15:00 - 16:40
PS9
Room:
Room: Club D
Panel Session 9
Solveig Bjørkholt - Quantifying structure: How can we observe depoliticization through international standards?
Maria Uttenthal - How do citizens trust? The heterogeneity of trust attitudes in developed democracies
Laura Bronner, Drew Dimmery - A statistical framework for analyzing the effects of content moderation and toxicity on readers’ engagement with online comments
Lion Behrens - Detecting Unbalanced Election Fraud Approaches From Undervoting Irregularities
Felipe Torres - Measuring Corruption using Randomise Item Response Technique
Quantifying structure: How can we observe depoliticization through international standards?
PS9-1
Presented by: Solveig Bjørkholt
Solveig Bjørkholt
University of Oslo
While political issues are something we debate, choose and act upon, depoliticized issues are taken as given. They are, one could say, dormant parts of the structural foundation we operate within. Puzzled by a series of recent developments such as stagnating political participation, expanding networks of non-political organizations, growing numbers of delegated agencies and occurrence of techno-rational discourses, scholars have found an increased interest in the concept of depoliticization. Yet, even though the concept has been widely discussed, it still lacks a clear conceptualization and operationalization. This again causes difficulties for the accumulation and generalizability of the empirical literature. In this article, I propose a new way of understanding depoliticization. Using ISO standards as a starting point, I treat issues as units and estimate their degree of political orientation. The core measurements of political orientation include actor diversity, language sentiment and time framing. In this way, the article brings forth new insight into how we can quantitatively study depoliticization.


# WORK ITEM
Scan the entries for lines with the word "icon" and copy those lines.

# Records from a collection
▽

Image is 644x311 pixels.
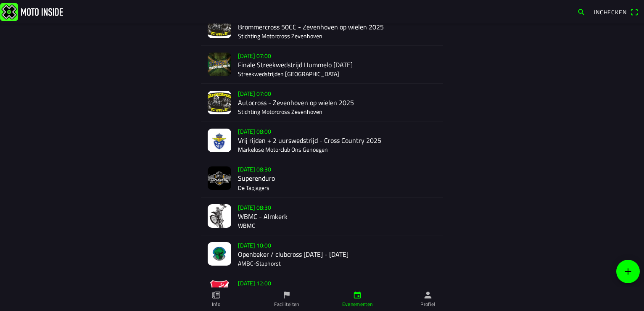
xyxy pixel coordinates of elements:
[201,8,443,46] a: [DATE] 18:00Brommercross 50CC - Zevenhoven op wielen 2025Stichting Motorcross Zevenhoven
[594,8,627,17] span: Inchecken
[201,84,443,121] a: [DATE] 07:00Autocross - Zevenhoven op wielen 2025Stichting Motorcross Zevenhoven
[353,290,362,299] ion-icon: kalender
[201,198,443,235] a: [DATE] 08:30WBMC - AlmkerkWBMC
[420,300,436,308] ion-label: Profiel
[208,242,231,266] img: LHdt34qjO8I1ikqy75xviT6zvODe0JOmFLV3W9KQ.jpeg
[201,159,443,197] a: [DATE] 08:30SuperenduroDe Tapjagers
[208,128,231,152] img: UByebBRfVoKeJdfrrfejYaKoJ9nquzzw8nymcseR.jpeg
[208,53,231,76] img: t43s2WqnjlnlfEGJ3rGH5nYLUnlJyGok87YEz3RR.jpg
[211,290,221,299] ion-icon: papier
[423,290,433,299] ion-icon: persoon
[282,290,291,299] ion-icon: vlag
[201,235,443,273] a: [DATE] 10:00Openbeker / clubcross [DATE] - [DATE]AMBC-Staphorst
[208,91,231,114] img: mBcQMagLMxzNEVoW9kWH8RIERBgDR7O2pMCJ3QD2.jpg
[212,300,220,308] ion-label: Info
[208,280,231,303] img: HOgAL8quJYoJv3riF2AwwN3Fsh4s3VskIwtzKrvK.png
[208,204,231,228] img: f91Uln4Ii9NDc1fngFZXG5WgZ3IMbtQLaCnbtbu0.jpg
[201,273,443,311] a: [DATE] 12:00
[623,266,633,276] ion-icon: toevoegen
[274,300,299,308] ion-label: Faciliteiten
[201,121,443,159] a: [DATE] 08:00Vrij rijden + 2 uurswedstrijd - Cross Country 2025Markelose Motorclub Ons Genoegen
[201,46,443,84] a: [DATE] 07:00Finale Streekwedstrijd Hummelo [DATE]Streekwedstrijden [GEOGRAPHIC_DATA]
[590,4,643,19] a: IncheckenQR-scanner
[342,300,373,308] ion-label: Evenementen
[208,15,231,38] img: ZWpMevB2HtM9PSRG0DOL5BeeSKRJMujE3mbAFX0B.jpg
[573,4,590,19] a: zoeken
[208,166,231,190] img: FPyWlcerzEXqUMuL5hjUx9yJ6WAfvQJe4uFRXTbk.jpg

△

# THE ANSWER
[353,290,362,299] ion-icon: kalender
[211,290,221,299] ion-icon: papier
[423,290,433,299] ion-icon: persoon
[282,290,291,299] ion-icon: vlag
[623,266,633,276] ion-icon: toevoegen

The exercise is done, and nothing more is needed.